Facing financial problems, Hayward historical society is selling its home

By Marisol Martinez GarciaPeter Hegarty, The East Bay Times

Four years after the Hayward Area Historical Society opened its museum doors on Foothill Boulevard at the northern edge of downtown, the nonprofit is selling its building, citing financial woes.
The asking price for the building at 22380 Foothill Blvd. — which houses photos and other archives from the Oakland Tribune and the records of the San Lorenzo Pioneer Cemetery — is $6.3 million.
The society hopes to stay in the building, even if that means occupying just a portion of the 50,000-square-foot site, said Diane Curry, the society’s interim executive director.
The organization may end up operating out of several locations, depending on how the sale plays out, she said.
It also aims to keep its collections, which along with the Tribune’s archives include more than 20,000 photos of Hayward and its residents, plus other items that illustrate East Bay history and those who have called it home.
“We will never get rid of our collections,” Curry said Monday. “It may be that they are housed in different places. But out primary goal is to make sure that our collections are maintained and that they are available to the public.”
The 60-year-old society announced it was selling the building this month following a unanimous decision by its board of directors in June.

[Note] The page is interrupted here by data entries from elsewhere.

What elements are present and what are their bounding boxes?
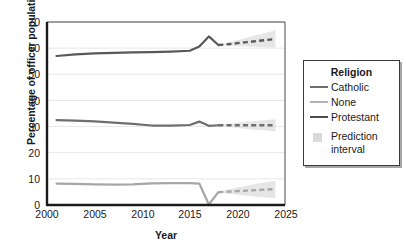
chart-container: Percentage of officer population Year 70… <box>0 0 406 251</box>
legend-item-none[interactable]: None <box>304 96 399 108</box>
legend-label-catholic: Catholic <box>329 81 369 93</box>
legend: Religion Catholic None Protestant Predic… <box>303 60 400 166</box>
plot-frame <box>46 22 285 205</box>
legend-line-swatch-catholic <box>309 81 329 93</box>
legend-title: Religion <box>304 66 399 78</box>
legend-item-prediction-interval[interactable]: Predictioninterval <box>304 130 399 155</box>
legend-line-swatch-protestant <box>309 111 329 123</box>
legend-line-swatch-none <box>309 96 329 108</box>
prediction-interval-bands <box>218 30 275 198</box>
legend-item-protestant[interactable]: Protestant <box>304 111 399 123</box>
legend-label-none: None <box>329 96 356 108</box>
legend-box-swatch-prediction-interval <box>309 130 329 142</box>
legend-label-protestant: Protestant <box>329 111 379 123</box>
legend-item-catholic[interactable]: Catholic <box>304 81 399 93</box>
legend-label-prediction-interval: Predictioninterval <box>329 130 378 155</box>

The move came on the heels of a shake-up of the board in March that resulted in the departure of A.T. Stephens as executive director and Curry’s appointment as interim director.
“Now more than ever, communities need to understand their past to put the present in perspective and to chart a course forward,” board President Richard Patenaude said in a release. “The Hayward Area Historical Society has been dedicated to preserving and interpreting our community history for more than 60 years, and the action we are taking today is essential for us to be able to continue to do so for the next 60 years.”

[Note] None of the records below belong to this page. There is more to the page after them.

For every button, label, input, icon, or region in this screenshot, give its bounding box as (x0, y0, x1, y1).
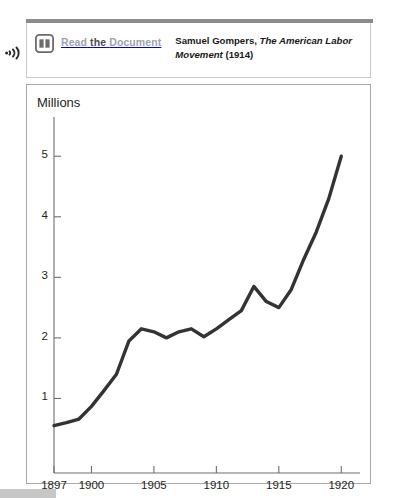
chart-panel: Millions 12345189719001905191019151920 (26, 84, 371, 484)
read-link-word-read: Read (61, 36, 87, 48)
document-citation: Samuel Gompers, The American Labor Movem… (175, 34, 362, 62)
document-header: Read the Document Samuel Gompers, The Am… (26, 23, 371, 78)
read-the-document-link[interactable]: Read the Document (61, 36, 161, 48)
y-tick-label: 3 (30, 269, 48, 281)
y-tick-label: 2 (30, 330, 48, 342)
x-tick-label: 1920 (321, 479, 361, 491)
open-book-icon[interactable] (35, 34, 54, 53)
x-tick-label: 1910 (196, 479, 236, 491)
x-tick-label: 1915 (259, 479, 299, 491)
x-tick-label: 1900 (71, 479, 111, 491)
citation-author: Samuel Gompers, (175, 35, 257, 46)
read-link-word-document: Document (109, 36, 161, 48)
x-tick-label: 1905 (134, 479, 174, 491)
read-link-word-the: the (90, 36, 106, 48)
y-tick-label: 5 (30, 148, 48, 160)
audio-listen-icon[interactable] (2, 42, 24, 64)
y-tick-label: 1 (30, 390, 48, 402)
page-footer-stub (0, 489, 56, 498)
line-chart-plot (27, 85, 370, 483)
citation-year: (1914) (225, 49, 253, 60)
y-tick-label: 4 (30, 209, 48, 221)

Along with about 30 volunteers, the society has five employees, Curry said.
Curry said she hopes to avoid layoffs. But the society said when announcing the building’s sale that it’s “going to need to operate as a smaller organization on a smaller budget to survive.”
The nonprofit purchased the building in a foreclosure sale in 2010 for $1.87 million and moved in four years later during an ongoing $5 million renovation project that included the construction of an elevator shaft. The site originally housed a Joseph Magnin, Leeds, Lerner and C.H. Baker Shoes stores.
The Hayward Area Historical Society’s funding primarily comes from an endowment and donations.
Its current budget is about $1 million annually, Curry said. But to continue operating the society will need an additional $600,000 each year, despite the number of its employees dropping from 12 last year to the current five.
No one was laid off during the belt-tightening, Curry noted; each person left voluntarily.
Among the historical society’s collections are clips from the Oakland Tribune that date from 1922 to 1996 and the Hayward Daily Review from 1956 to 2000, as well as papers from former U.S. Rep. Pete Stark, who served in Congress for four decades, from 1973 to 2013.
Curry said the organization will continue to operate the McConaghy House on Hesperian Boulevard and the Meek Mansion in unincorporated Cherryland for the Hayward Area Recreation and Park District, and the San Lorenzo Pioneer Cemetery at Hesperian Boulevard and College Street for Alameda County.
The society’s current exhibit, “Loyal Americans: Japanese American Imprisonment During World War II,” runs through Dec. 30.
For information on the Hayward Area Historical Society, call 510-581-0223 or go to www.haywardareahistory.org.